The managing editor of a private newspaper in Cameroon has been held in police custody since Thursday, accused of insulting President Paul Biya, the New York-based Committee to Protect Journalists (CPJ) has reported quoting local journalists and news reports.
Managing Editor Jean-Bosco Talla of the weekly Germinal was picked up by police in the capital, Yaoundé, on Thursday and taken to the State Secretariat for Defence, headquarters of the military police, for questioning over a front-page item, according to the same sources.
The item was an excerpt from a 2001 book published in Yaoundé by Daniel Ebalé Angounou, a former government informant, alleging that late President Ahmadou Ahidjo’s handover of power to Biya in 1982 was linked to sexual relations between the two. The item was part of a series of special reports on the 20th anniversary of Ahidjo’s death in exile, which was widely covered by the local press.
Defence lawyer Jean-Marie Ngoua told CPJ that Talla could be formally charged under Cameroon’s criminal libel statutes this week.
“Jean-Bosco Talla should not be imprisoned for quoting a book,” said CPJ Deputy Director Robert Mahoney. “We urge authorities in Cameroon to abandon the practice of using criminal insult laws to send journalists to prison.”
“I just published passages from a book,” Tall told Reporters sans Frontières (RSF). “I don’t see what crime I committed and I am therefore not worried. “We once again remind the Cameroonian authorities that there are never grounds for arresting a journalist in a defamation case.”
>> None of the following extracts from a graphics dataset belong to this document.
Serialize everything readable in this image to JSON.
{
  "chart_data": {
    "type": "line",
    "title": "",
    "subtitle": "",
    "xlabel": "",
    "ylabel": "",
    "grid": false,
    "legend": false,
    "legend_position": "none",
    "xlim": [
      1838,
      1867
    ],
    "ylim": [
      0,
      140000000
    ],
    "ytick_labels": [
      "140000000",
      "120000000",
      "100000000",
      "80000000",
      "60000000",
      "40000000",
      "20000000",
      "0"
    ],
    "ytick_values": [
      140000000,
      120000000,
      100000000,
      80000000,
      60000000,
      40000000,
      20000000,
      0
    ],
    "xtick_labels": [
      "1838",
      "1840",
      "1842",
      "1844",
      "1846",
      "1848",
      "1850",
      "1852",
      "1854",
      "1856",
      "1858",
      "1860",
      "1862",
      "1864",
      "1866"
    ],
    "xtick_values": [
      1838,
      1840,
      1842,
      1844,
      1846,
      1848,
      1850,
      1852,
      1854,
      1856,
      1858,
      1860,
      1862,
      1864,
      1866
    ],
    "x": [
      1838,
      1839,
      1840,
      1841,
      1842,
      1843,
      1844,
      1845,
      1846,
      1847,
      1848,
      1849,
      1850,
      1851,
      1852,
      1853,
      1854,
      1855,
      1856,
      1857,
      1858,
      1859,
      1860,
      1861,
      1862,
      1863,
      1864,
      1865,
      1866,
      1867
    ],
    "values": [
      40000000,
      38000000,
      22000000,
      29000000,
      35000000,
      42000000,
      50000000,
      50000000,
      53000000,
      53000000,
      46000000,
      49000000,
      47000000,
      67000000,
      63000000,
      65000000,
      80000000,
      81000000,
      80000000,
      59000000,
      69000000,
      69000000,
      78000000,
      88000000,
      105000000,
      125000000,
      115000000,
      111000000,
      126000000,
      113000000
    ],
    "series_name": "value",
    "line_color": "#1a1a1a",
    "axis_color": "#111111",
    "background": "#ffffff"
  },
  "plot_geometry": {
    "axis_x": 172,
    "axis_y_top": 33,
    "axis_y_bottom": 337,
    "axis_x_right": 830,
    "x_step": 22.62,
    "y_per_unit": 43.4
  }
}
Germinal editor-in-chief Duke Atangana Etotogo told CPJ that police lured Talla with a phone call from a purported source who wanted to meet him. Talla, who has faced arrest and threats over his investigations into the private wealth of Biya and other dignitaries, is the second journalist now in custody for his work in Cameroon, according to CPJ research. The other is Lewis Medjo of the defunct tabloid La Détente Libre.